Faceted navigation for e-commerce
November 19, 2010 8:14 AM   Subscribe

I'm going to be helping a friend set up a small web store. I'm already pretty comfortable with Wordpress, somewhat comfortable with Drupal, so I'd prefer to use one of those plus a shopping-cart plugin. I've got some particular requirements.

Here's the tricky part: most e-commerce systems seem oriented around cataloguing a bunch of different products with a few variations. She essentially sells one product—handmade journals—with many variations, some of which affect the price—size, page count, paper type, binding color.

Ideally, I want to represent this faceted structure in the back end—from what I've seen, the various e-commerce plugins nudge me toward creating a tree structure to represent all the product variations.

Even if I do wind up using a tree structure to represent the products in the back end, I want to be able to present customers with a faceted navigation system—where you'd be able to pick all the various options independently without navigating through a tree.

I've looked through previous AskMe questions on Wordpress, Drupal, and e-commerce, which have been very educational, but haven't found quite the right thing yet. I'd prefer to use something that interacts with Wordpress (I've themed it before, and I'll need to develop a theme for this project), but I'm open to learning something new.

Suggestions?
posted by adamrice to Computers & Internet (7 answers total) 6 users marked this as a favorite
 
Shopify
posted by empath at 8:18 AM on November 19, 2010


Using Wordpress or the like, could you use tags or custom taxonomies to handle things?
posted by backwards guitar at 9:46 AM on November 19, 2010


Response by poster: I've wondered about using a custom taxonomy—that might be an avenue worth exploring. Dunno.
posted by adamrice at 9:58 AM on November 19, 2010


If you go the Drupal way, you'll want to go with Druapl 6 (7 is out in beta3 right now, but you don't do ecommerce with beta software). Drupal 6 works nciely with the Ubercart modules for ecommerce. Ubercart under D7/forking/etc is a story that I'm not going to explain here, but from what I've read, it looks like under D7 you'll want the commerce module since that's what everyone will be using. They're working on a migration path now, but you've got at least a month if not longer for D7 to come out.

Anyhow, with Ubercart, you want to enable the uc_attributes module, that will let you assign custom attributes to each product (or in this case, just your one) and do things like track inventory and sales and change prices based on these attributes. I'm sure if you Google you'll find tons of blog posts about people using it.

As for WordPress and other software, I'm sure other people who work with those platforms will chime in here soon with how to do the same stuff over in their world.
posted by Brian Puccio at 11:40 AM on November 19, 2010


Foxycart may be worth a look, too--they allow you to have pretty much unlimited product attributes that effect the price in very flexible and customizable ways. It isn't as simple as a plugin-based solution but you can do a lot without much coding.
posted by firefleet at 4:18 PM on November 19, 2010


Just as a tip - google for some Real estate themes tutorials - they tend to do the "check options you're searching for to get results". Should be able to convert to a product catalogue, I'd think. Foxycart, mentioned above, is a nice shopping cart plugin but won't help with the organizing thing.
posted by backwards guitar at 5:28 PM on November 19, 2010


No, no, no -- you want WordPress + the very awesome Shopp plugin. (It's way better than the more widely-known WP E-Commerce plugin, which is bloated and annoying IMHO.)

You can absolutely do variations on a product that have different prices. A clothing site I worked on features multiple shirt styles, each with its own product page, and each shirt then has dropdowns where you choose not only the size (S, M, L, XL) but the color too (blue, purple, etc.), and each individual variation can have their own SKU code for backend tracking and their own price and their own weight (if you do shipping by weight) and stuff like that. And each product page can have tags on them, to allow for faceted searching instead of tree searching. You can do categories too, if you want, but you're not stuck with single-use categories. I like the tags better myself.

(I won't link the site here because of MeFi's no-self-link-spam rules, but if you want to see what I'm talking about, MeMail me.)

Shopp has an easy-to-understand theming system too -- if you already know WP theming, this will be a cinch. And there are lots of optional add-ons that will do real-time FedEx or USPS shipping estimates, too. As for payment options, I've used PayPal Standard (where it sends you to a PayPal page for the final checkout, then back to the merchant site when you're done), PayPal Pro (where you enter all credit card stuff on the merchant site and it's seamless), and a major card processor's backend (also seamless) with various Shopp sites I've worked on, and they're all good.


Work item:
Copy out, from the data, each line containing the string "автомобилей".

Task material:
--
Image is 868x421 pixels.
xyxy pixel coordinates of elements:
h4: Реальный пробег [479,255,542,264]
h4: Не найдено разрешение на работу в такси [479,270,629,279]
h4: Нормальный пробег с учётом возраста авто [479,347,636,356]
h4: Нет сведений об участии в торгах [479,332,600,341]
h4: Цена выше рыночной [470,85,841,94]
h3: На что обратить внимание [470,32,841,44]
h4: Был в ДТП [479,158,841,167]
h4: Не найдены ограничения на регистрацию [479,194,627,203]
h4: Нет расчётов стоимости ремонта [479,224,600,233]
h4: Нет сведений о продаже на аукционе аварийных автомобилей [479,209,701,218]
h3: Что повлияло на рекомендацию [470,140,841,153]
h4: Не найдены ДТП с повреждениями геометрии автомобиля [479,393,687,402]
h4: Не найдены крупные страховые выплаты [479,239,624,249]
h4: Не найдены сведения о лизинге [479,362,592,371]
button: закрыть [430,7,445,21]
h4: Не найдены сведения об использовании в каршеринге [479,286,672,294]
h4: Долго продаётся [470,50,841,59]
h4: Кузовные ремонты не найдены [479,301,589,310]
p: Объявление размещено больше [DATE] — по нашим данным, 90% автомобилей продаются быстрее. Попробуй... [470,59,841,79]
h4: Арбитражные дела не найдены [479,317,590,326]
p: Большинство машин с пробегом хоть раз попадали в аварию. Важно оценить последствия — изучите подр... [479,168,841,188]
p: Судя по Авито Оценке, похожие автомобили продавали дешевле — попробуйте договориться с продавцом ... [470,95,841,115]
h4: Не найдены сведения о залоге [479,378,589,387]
--
Solution for this exercise:
h4: Нет сведений о продаже на аукционе аварийных автомобилей [479,209,701,218]
p: Объявление размещено больше [DATE] — по нашим данным, 90% автомобилей продаются быстрее. Попробуй... [470,59,841,79]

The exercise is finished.